**Your goal:** Return all of the listing word for word; the pictures stay out.

**Supplied information:**
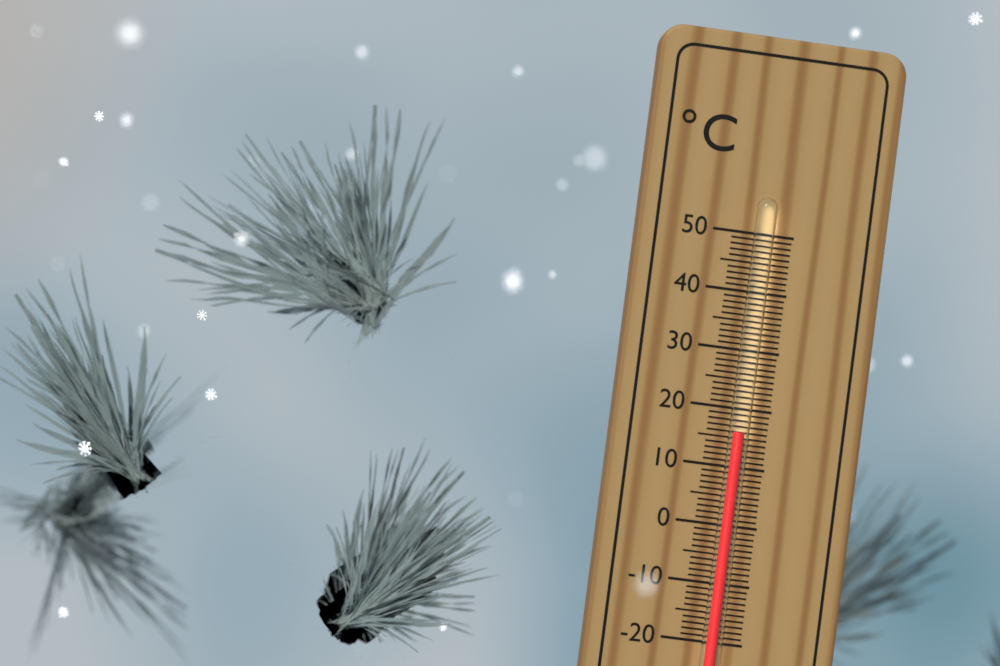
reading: 16 °C
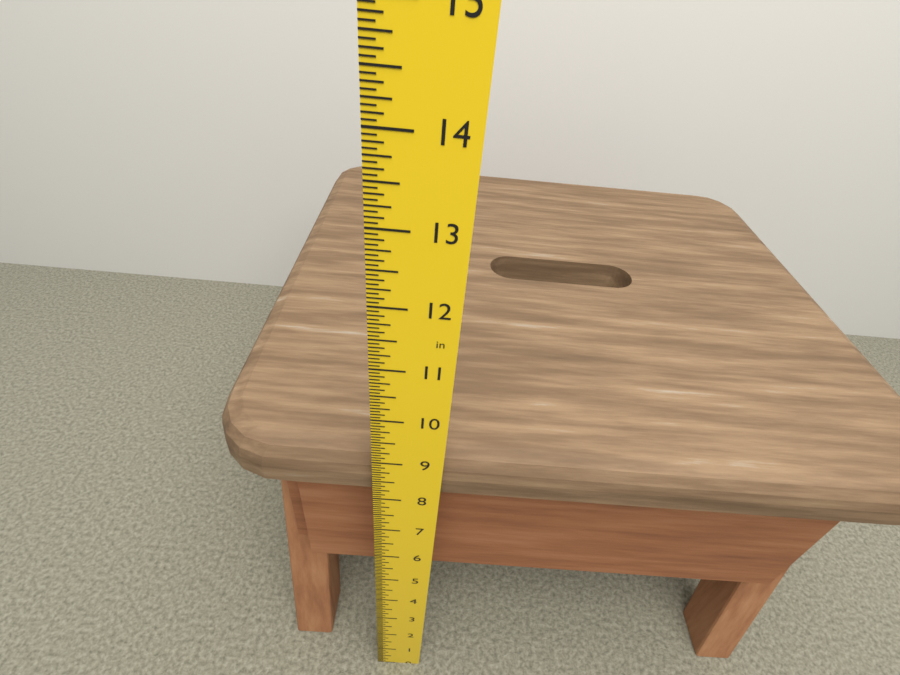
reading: 8.9375 in
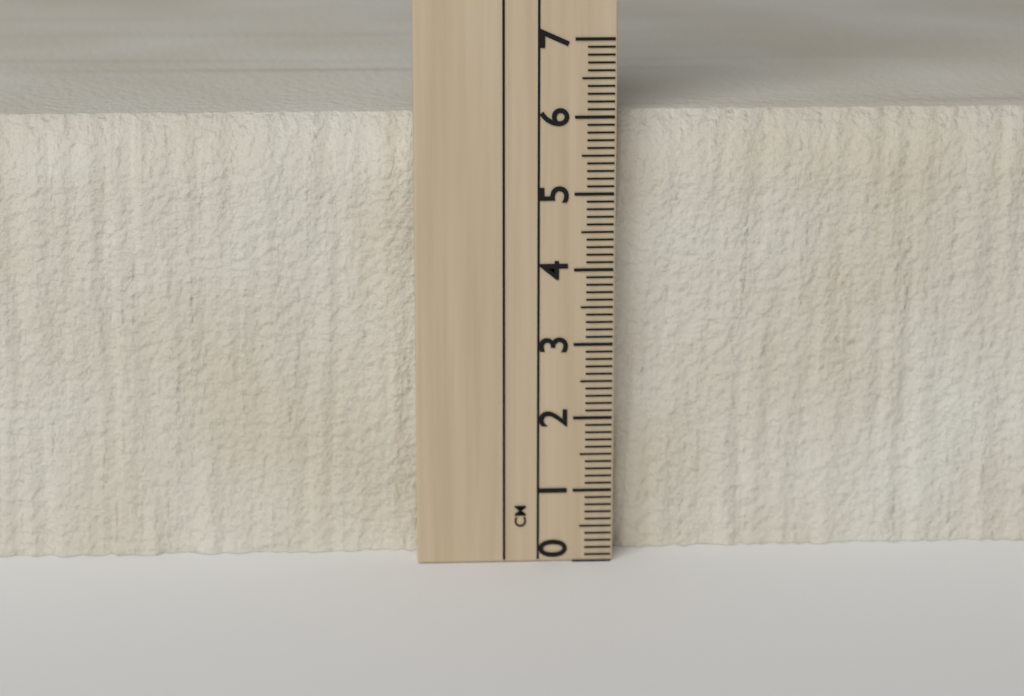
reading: 6.0 cm
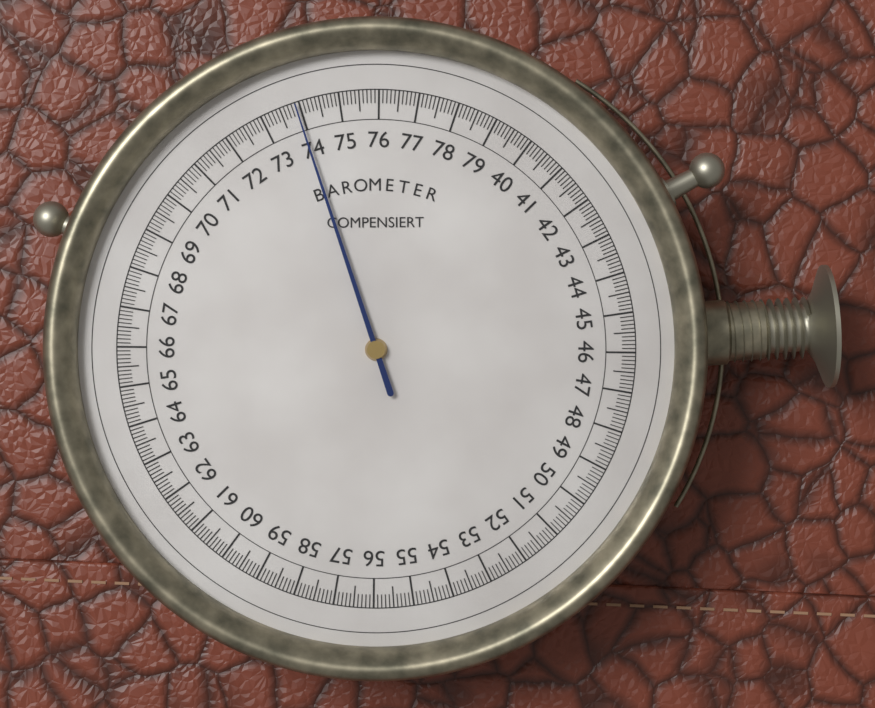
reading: 73.9 (no unit)
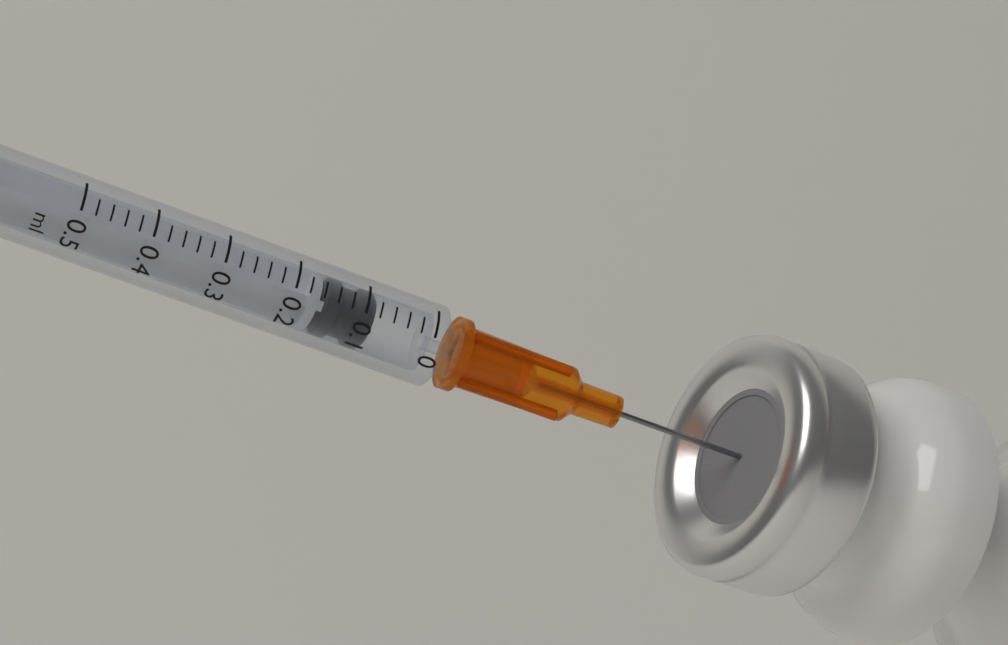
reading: 0.08 ml
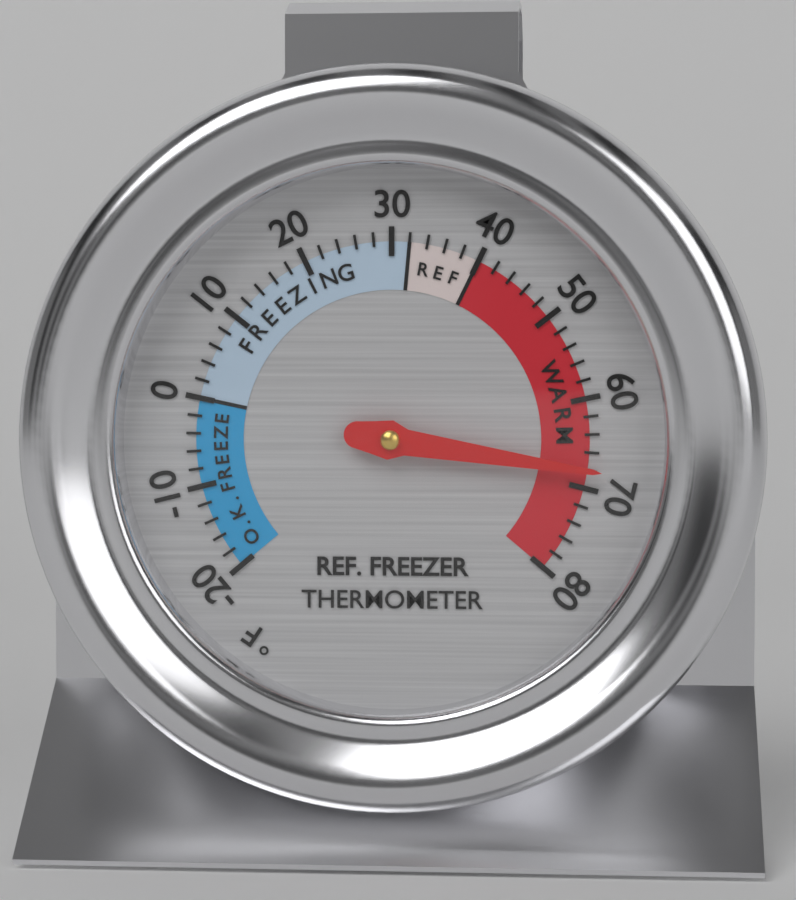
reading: 68 °F
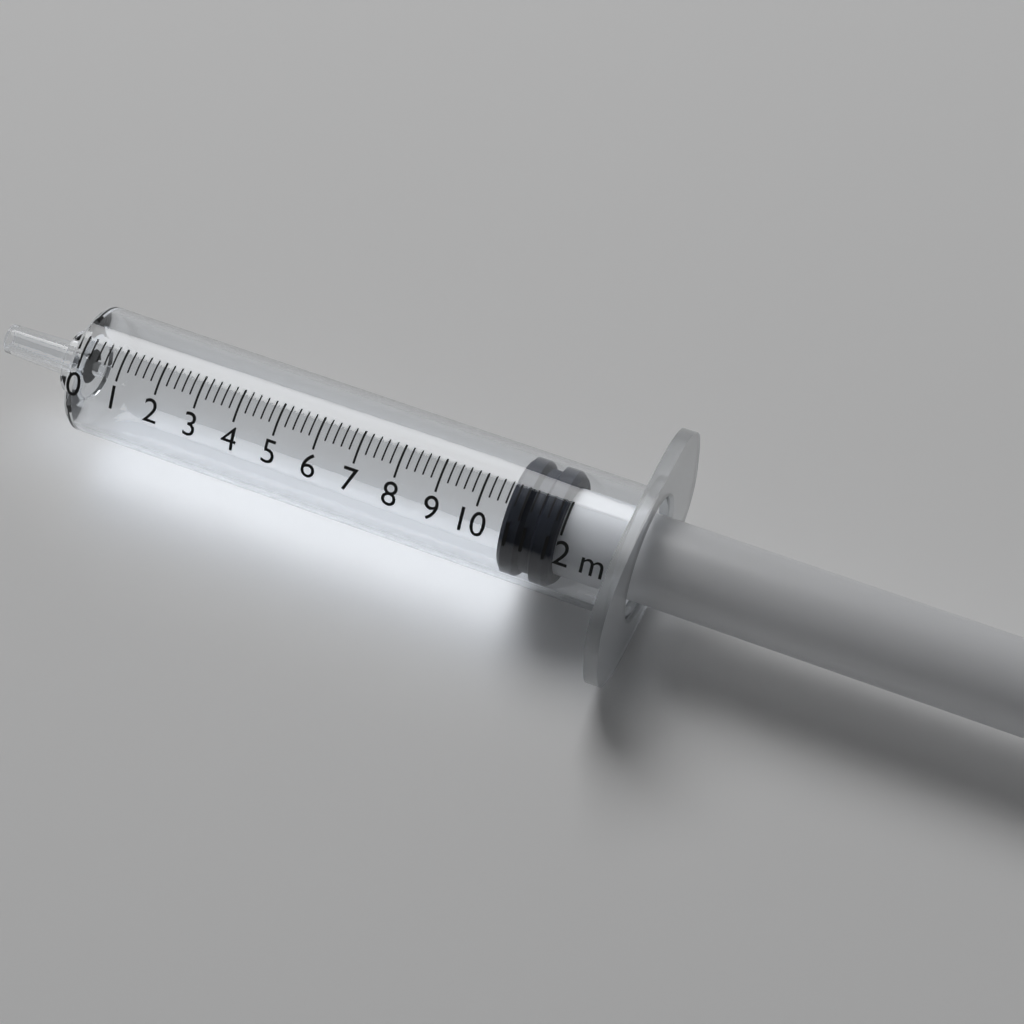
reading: 10.6 ml
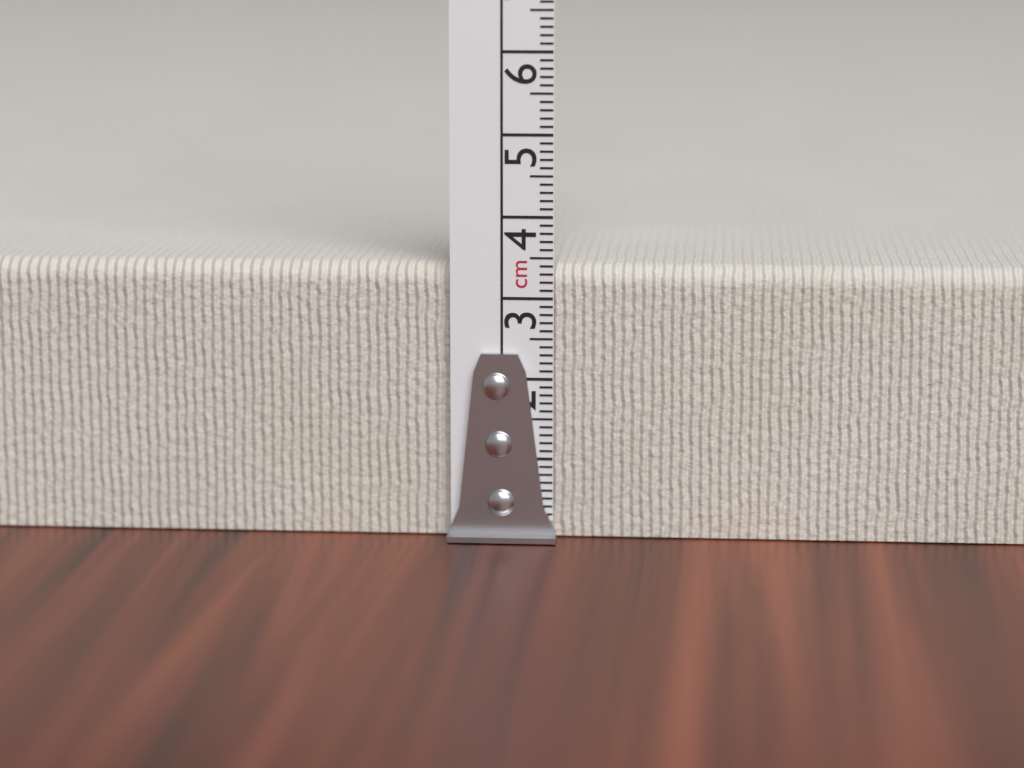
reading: 3.4 cm
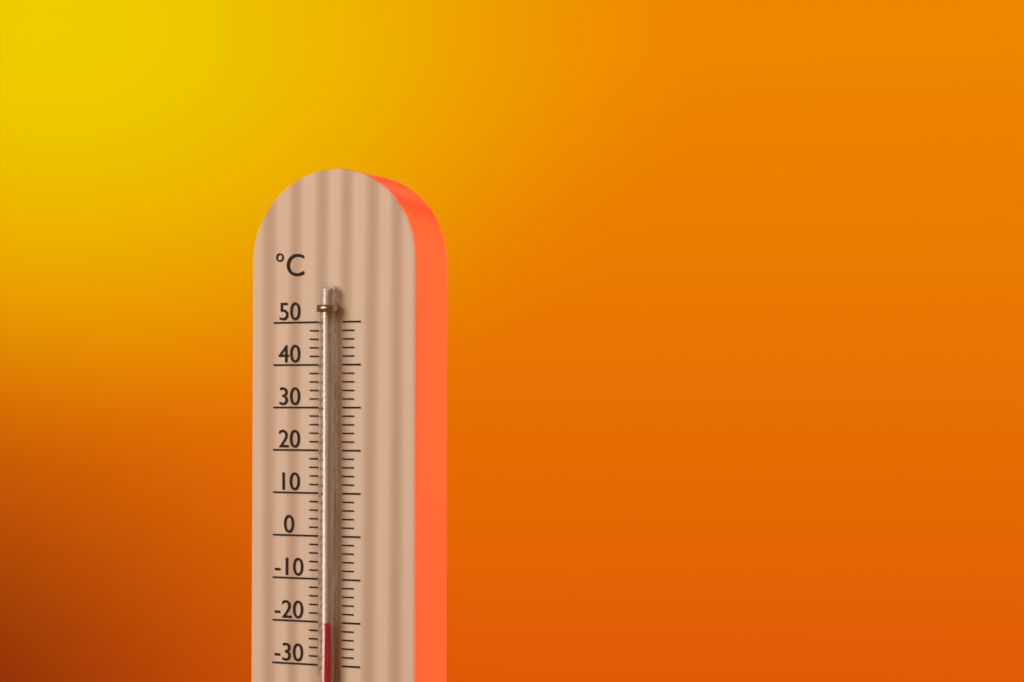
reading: -20 °C
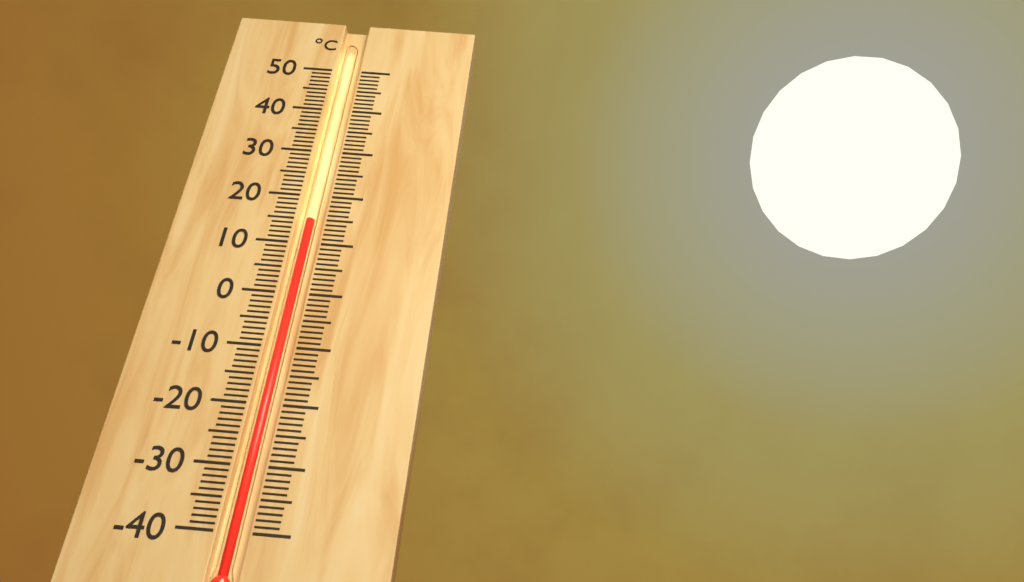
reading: 15 °C
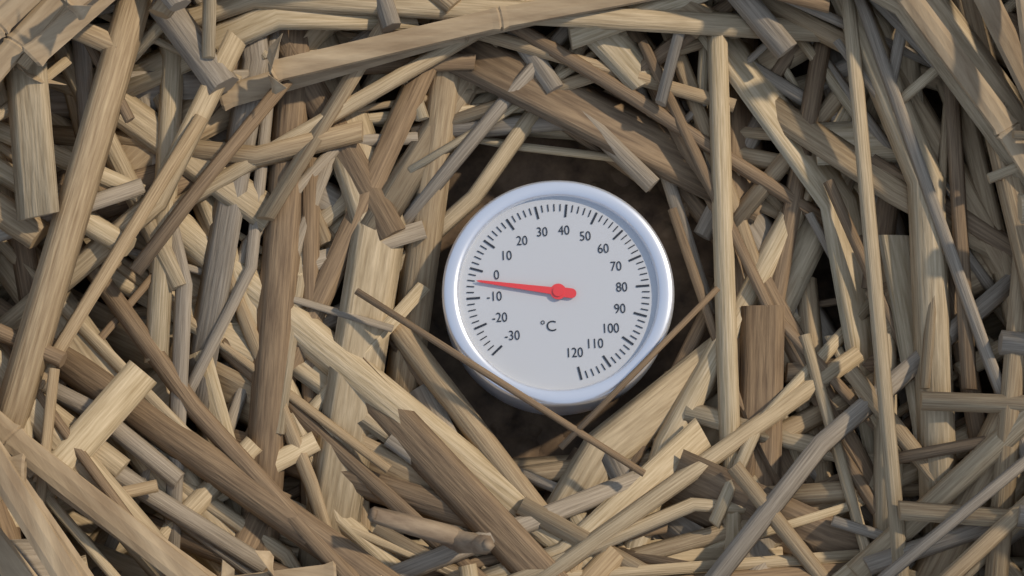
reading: -4 °C
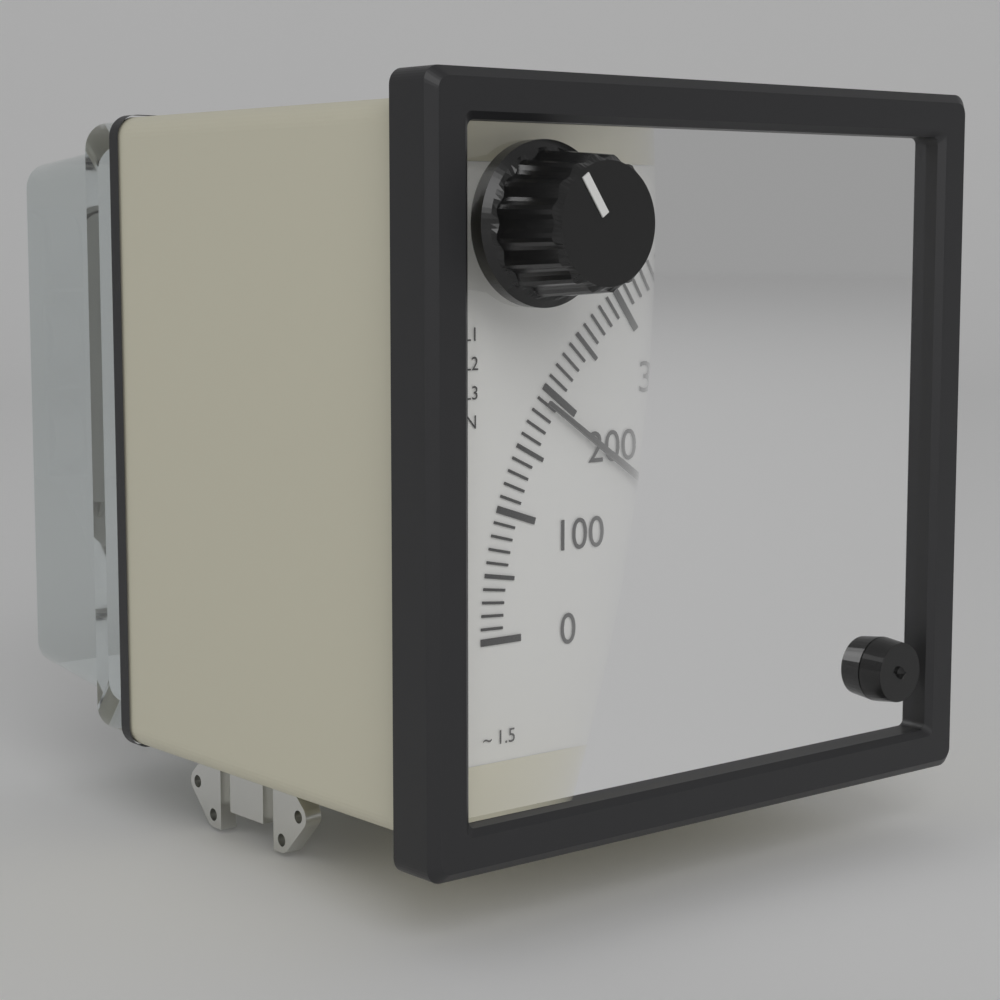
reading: 190 V
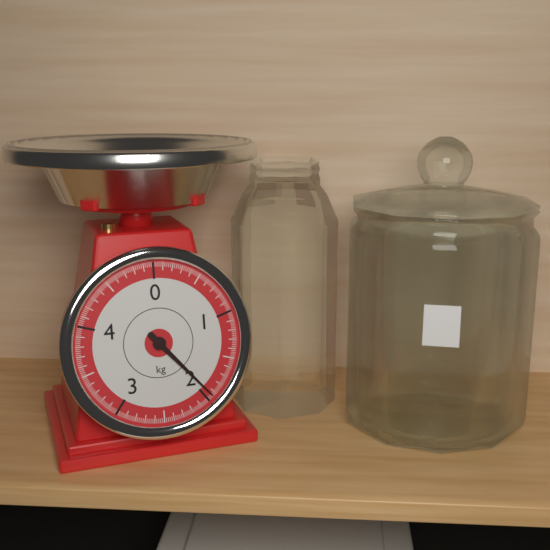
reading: 1.94 kg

**Exercise answer:**
reading: 16 °C
reading: 8.9375 in
reading: 6.0 cm
reading: 73.9 (no unit)
reading: 0.08 ml
reading: 68 °F
reading: 10.6 ml
reading: 3.4 cm
reading: -20 °C
reading: 15 °C
reading: -4 °C
reading: 190 V
reading: 1.94 kg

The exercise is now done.